The idealistic teacher. The unresponsive institution. The brave deaf children struggling to overcome their handicap. The particularly difficult case. The breakthrough. The setbacks. The ultimate triumph. Children of a Lesser God omits nothing from the formula that guarantees a work to be routinely moving.
On the other hand, it is not easy to shrug off. For in writing the play on which the film is based, Mark Medoff shrewdly, perhaps courageously, added an unexpected element to the mix. He permitted love–the real, sexual thing–to develop between that too-good teacher (played with a bit too much self-regard by William Hurt) and one of the school’s charges.
Sarah (Marlee Matlin) is not officially a student. She is a graduate who has her own bitter reasons for staying on campus, doing menial work, instead of rejoining the world. If anything, the abuses she once suffered make her more vulnerable and touching. Yet she never seems pathetic, not as played by Matlin, who is a beautiful young woman and an actress of awesome gifts. Spotted playing a minor role in a Chicago revival of the play, she has an unusual talent for concentrating her emotions–and an audience’s–in her signing. But there is something more here, an ironic intelligence, a fierce but not distancing wit, that the movies, with their famous ability to photograph thought, discover in very few performances. Children of a Lesser God, though given a handsome openness in Director Haines’ production, cannot transcend the banalities of the play. But Matlin does. She is, one might say, a miracle worker. –R.S.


» **ASSIGNMENT**
Each line of the records is to be returned verbatim, with the images omitted.
DATA FOR REVIEW Start Marker
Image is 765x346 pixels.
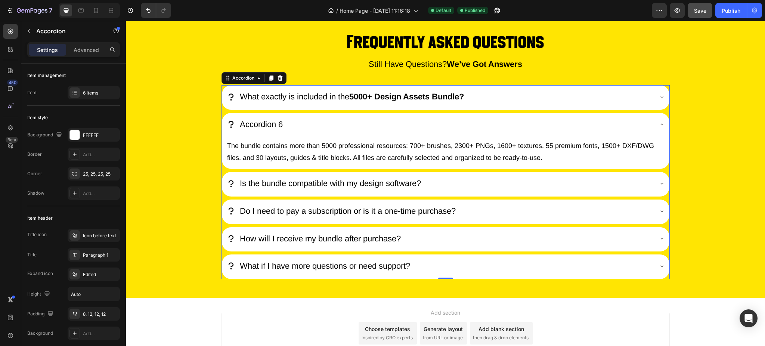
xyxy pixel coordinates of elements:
div: Item management [27,72,66,79]
div: Item [27,89,37,96]
span: inspired by CRO experts [236,313,287,320]
div: Choose templates [239,304,284,312]
div: Edited [83,271,118,278]
div: Shadow [27,190,44,197]
strong: we’ve got answers [321,38,396,48]
div: Expand icon [27,270,53,277]
span: Default [436,7,451,14]
div: Undo/Redo [141,3,171,18]
div: Add... [83,190,118,197]
div: Item style [27,114,48,121]
p: How will I receive my bundle after purchase? [114,210,275,225]
span: then drag & drop elements [347,313,403,320]
div: Background [27,130,64,140]
div: Corner [27,170,42,177]
span: Published [465,7,485,14]
div: Title icon [27,231,47,238]
div: Icon before text [83,232,118,239]
div: Open Intercom Messenger [740,309,758,327]
p: Settings [37,46,58,54]
p: What if I have more questions or need support? [114,238,284,253]
input: Auto [68,287,120,301]
div: 8, 12, 12, 12 [83,311,118,318]
span: from URL or image [297,313,337,320]
span: still have questions? [243,38,396,48]
p: Advanced [74,46,99,54]
button: Save [688,3,712,18]
button: 7 [3,3,56,18]
span: / [336,7,338,15]
div: Background [27,330,53,337]
span: Home Page - [DATE] 11:16:18 [340,7,410,15]
p: Is the bundle compatible with my design software? [114,155,295,170]
span: Save [694,7,707,14]
strong: 5000+ Design Assets Bundle? [223,71,338,80]
button: Publish [715,3,747,18]
div: FFFFFF [83,132,118,139]
div: Title [27,251,37,258]
div: 25, 25, 25, 25 [83,171,118,177]
div: Add... [83,151,118,158]
div: Paragraph 1 [83,252,118,259]
div: Generate layout [298,304,337,312]
span: Add section [302,288,337,296]
div: Border [27,151,42,158]
div: Padding [27,309,55,319]
span: What exactly is included in the [114,71,338,80]
div: 450 [7,80,18,86]
iframe: Design area [126,21,765,346]
p: 7 [49,6,52,15]
div: Add blank section [353,304,398,312]
div: Height [27,289,52,299]
div: Accordion 6 [113,95,158,112]
div: Accordion [105,54,130,61]
div: Publish [722,7,741,15]
p: Accordion [36,27,100,35]
div: 6 items [83,90,118,96]
div: Item header [27,215,53,222]
p: The bundle contains more than 5000 professional resources: 700+ brushes, 2300+ PNGs, 1600+ textur... [101,119,538,143]
div: Beta [6,137,18,143]
p: Do I need to pay a subscription or is it a one-time purchase? [114,183,330,198]
div: Add... [83,330,118,337]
DATA FOR REVIEW End Marker
» **EXERCISE RESPONSE**
Image is 765x346 pixels.
xyxy pixel coordinates of elements:
div: Item management [27,72,66,79]
div: Item [27,89,37,96]
span: inspired by CRO experts [236,313,287,320]
div: Choose templates [239,304,284,312]
div: Edited [83,271,118,278]
div: Shadow [27,190,44,197]
strong: we’ve got answers [321,38,396,48]
div: Expand icon [27,270,53,277]
span: Default [436,7,451,14]
div: Undo/Redo [141,3,171,18]
div: Add... [83,190,118,197]
div: Item style [27,114,48,121]
p: How will I receive my bundle after purchase? [114,210,275,225]
span: then drag & drop elements [347,313,403,320]
div: Background [27,130,64,140]
div: Corner [27,170,42,177]
span: Published [465,7,485,14]
div: Title icon [27,231,47,238]
div: Icon before text [83,232,118,239]
div: Open Intercom Messenger [740,309,758,327]
p: Settings [37,46,58,54]
p: What if I have more questions or need support? [114,238,284,253]
input: Auto [68,287,120,301]
div: 8, 12, 12, 12 [83,311,118,318]
span: from URL or image [297,313,337,320]
span: still have questions? [243,38,396,48]
p: Advanced [74,46,99,54]
button: Save [688,3,712,18]
button: 7 [3,3,56,18]
span: / [336,7,338,15]
div: Background [27,330,53,337]
span: Home Page - [DATE] 11:16:18 [340,7,410,15]
p: Is the bundle compatible with my design software? [114,155,295,170]
span: Save [694,7,707,14]
strong: 5000+ Design Assets Bundle? [223,71,338,80]
button: Publish [715,3,747,18]
div: FFFFFF [83,132,118,139]
div: Title [27,251,37,258]
div: 25, 25, 25, 25 [83,171,118,177]
div: Add... [83,151,118,158]
div: Paragraph 1 [83,252,118,259]
div: Generate layout [298,304,337,312]
span: Add section [302,288,337,296]
div: Border [27,151,42,158]
div: Padding [27,309,55,319]
span: What exactly is included in the [114,71,338,80]
div: 450 [7,80,18,86]
iframe: Design area [126,21,765,346]
p: 7 [49,6,52,15]
div: Add blank section [353,304,398,312]
div: Height [27,289,52,299]
div: Accordion 6 [113,95,158,112]
div: Accordion [105,54,130,61]
div: Publish [722,7,741,15]
p: Accordion [36,27,100,35]
div: 6 items [83,90,118,96]
div: Item header [27,215,53,222]
p: The bundle contains more than 5000 professional resources: 700+ brushes, 2300+ PNGs, 1600+ textur... [101,119,538,143]
div: Beta [6,137,18,143]
p: Do I need to pay a subscription or is it a one-time purchase? [114,183,330,198]
div: Add... [83,330,118,337]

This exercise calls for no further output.